From The Nation
Dated Tuesday August 2
Republican Wilding
By Robert Borosage
Congress and the President went home this week with the President on a roll. President Bush noted that "we got a lot done." The Republican spin machine cranked into full gear celebrating the President's leadership and triumphs. This provides "verification that this is a governing party," said House Republican whip Roy Blunt, with evident relief. But governing for what? What is apparent is that the more the President and the conservative majority in Congress win, the more the nation loses.

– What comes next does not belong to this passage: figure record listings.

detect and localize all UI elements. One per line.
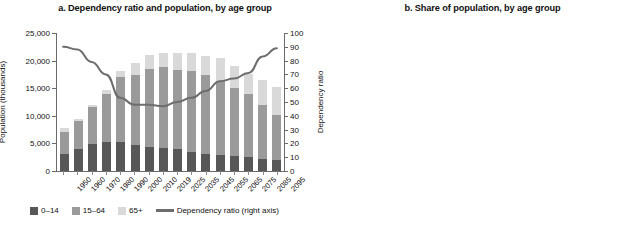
bar-2000 (131, 63, 140, 171)
axis-tick (52, 143, 56, 144)
axis-tick-label: 5,000 (30, 139, 50, 148)
x-axis-tick (263, 171, 264, 175)
axis-tick-label: 40 (290, 111, 299, 120)
bar-segment-014 (74, 149, 83, 171)
bar-2019 (159, 53, 168, 171)
panel-b-title: b. Share of population, by age group (330, 3, 635, 13)
panel-a-y-axis-title: Population (thousands) (0, 61, 7, 143)
bar-segment-65+ (131, 63, 140, 75)
x-axis-tick (191, 171, 192, 175)
axis-tick-label: 30 (290, 125, 299, 134)
bar-segment-1564 (102, 94, 111, 142)
legend-item[interactable]: Dependency ratio (right axis) (156, 206, 279, 215)
legend-item[interactable]: 65+ (118, 206, 143, 215)
panel-a-y2-axis-title: Dependency ratio (316, 71, 325, 134)
bar-segment-1564 (230, 88, 239, 155)
x-axis-tick (106, 171, 107, 175)
axis-tick-label: 15,000 (26, 84, 50, 93)
axis-tick-label: 10,000 (26, 111, 50, 120)
x-axis-tick (277, 171, 278, 175)
axis-tick-label: 20 (290, 139, 299, 148)
bar-segment-014 (131, 145, 140, 171)
bar-2055 (216, 58, 225, 171)
axis-tick (52, 61, 56, 62)
bar-segment-1564 (88, 107, 97, 144)
axis-tick (284, 130, 288, 131)
axis-tick (284, 157, 288, 158)
legend-label: 65+ (129, 206, 143, 215)
x-axis-tick (206, 171, 207, 175)
panel-a-legend: 0–1415–6465+Dependency ratio (right axis… (30, 206, 288, 215)
figure-root: a. Dependency ratio and population, by a… (0, 0, 635, 225)
panel-a: a. Dependency ratio and population, by a… (0, 0, 330, 225)
axis-tick (284, 47, 288, 48)
panel-b: b. Share of population, by age group Per… (330, 0, 635, 225)
bar-segment-014 (159, 148, 168, 171)
axis-tick (284, 143, 288, 144)
bar-segment-65+ (216, 58, 225, 80)
bar-segment-014 (60, 154, 69, 171)
bar-segment-014 (173, 149, 182, 171)
bar-segment-014 (116, 142, 125, 171)
bar-segment-65+ (201, 56, 210, 75)
bar-segment-65+ (230, 66, 239, 88)
bar-segment-1564 (258, 105, 267, 159)
axis-tick-label: 0 (290, 167, 294, 176)
legend-swatch-icon (30, 207, 38, 215)
legend-label: 15–64 (83, 206, 105, 215)
axis-tick (284, 102, 288, 103)
bar-segment-014 (201, 154, 210, 171)
axis-tick-label: 20,000 (26, 56, 50, 65)
bar-segment-1564 (145, 69, 154, 147)
axis-tick-label: 60 (290, 84, 299, 93)
bar-2010 (145, 55, 154, 171)
bar-segment-1564 (60, 132, 69, 155)
legend-item[interactable]: 0–14 (30, 206, 59, 215)
axis-tick (284, 61, 288, 62)
bar-1990 (116, 71, 125, 171)
axis-tick (284, 33, 288, 34)
bar-segment-014 (244, 157, 253, 171)
legend-label: 0–14 (41, 206, 59, 215)
bar-segment-014 (88, 144, 97, 171)
axis-tick (284, 171, 288, 172)
bar-1950 (60, 128, 69, 171)
bar-2075 (244, 74, 253, 171)
legend-line-icon (156, 209, 174, 212)
axis-tick (284, 116, 288, 117)
axis-tick-label: 10 (290, 153, 299, 162)
bar-2025 (173, 53, 182, 171)
bar-2045 (201, 56, 210, 171)
bar-2065 (230, 66, 239, 171)
x-axis-tick (149, 171, 150, 175)
bar-segment-014 (102, 142, 111, 171)
x-axis-tick (177, 171, 178, 175)
bar-segment-014 (187, 152, 196, 171)
x-axis-tick (234, 171, 235, 175)
x-axis-tick (120, 171, 121, 175)
x-axis-tick (163, 171, 164, 175)
panel-a-plot-area: 05,00010,00015,00020,00025,000 010203040… (56, 33, 284, 171)
bar-segment-014 (145, 147, 154, 171)
x-axis-tick (92, 171, 93, 175)
bar-segment-65+ (159, 53, 168, 67)
x-axis-tick (220, 171, 221, 175)
panel-a-title: a. Dependency ratio and population, by a… (0, 3, 330, 13)
bar-segment-1564 (201, 75, 210, 154)
bar-2095 (272, 87, 281, 171)
x-axis-tick (248, 171, 249, 175)
x-axis-tick (63, 171, 64, 175)
x-axis-tick (134, 171, 135, 175)
bar-2085 (258, 80, 267, 171)
bar-segment-65+ (272, 87, 281, 115)
bar-segment-65+ (145, 55, 154, 69)
axis-tick-label: 25,000 (26, 29, 50, 38)
axis-tick (52, 116, 56, 117)
axis-tick (52, 33, 56, 34)
bar-segment-014 (272, 160, 281, 171)
bar-1960 (74, 119, 83, 171)
bar-1980 (102, 90, 111, 171)
x-axis-tick (77, 171, 78, 175)
legend-item[interactable]: 15–64 (72, 206, 105, 215)
axis-tick-label: 90 (290, 42, 299, 51)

In the last week, Republicans voted in virtual lockstep for the following national priorities: (1) to give billions of taxpayer money to big oil companies, already wallowing in record profits, while doing nothing to reduce our dependence on foreign oil; (2) to extend to Central America the trade policies that have racked up the largest trade deficits in the annals of history; and (3) to weaken the cop on the corporate beat even as the corporate crime wave is still being uncovered. That's in addition to the bridge to nowhere in Alaska and the dam over the dry creek in Mississippi that is business as usual in the Congress.
These triumphs trumpet the utter bankruptcy of Bush's leadership and the right's agenda. They insure the continued flow of corporate contributions to Republican coffers, even as they abandon the national interest. The 1,724-page energy bill, with corporate tax breaks of $14.5 billion over ten years, will admittedly do nothing to reduce our dependence on foreign oil, redress global warming or even lower gas prices. We will pay a growing price for the President's failure to lead a concerted national drive for energy independence, investing in renewable energy and energy efficiency that could lower our trade deficits, clean our air and create good jobs while capturing what must be the growing green markets of the future.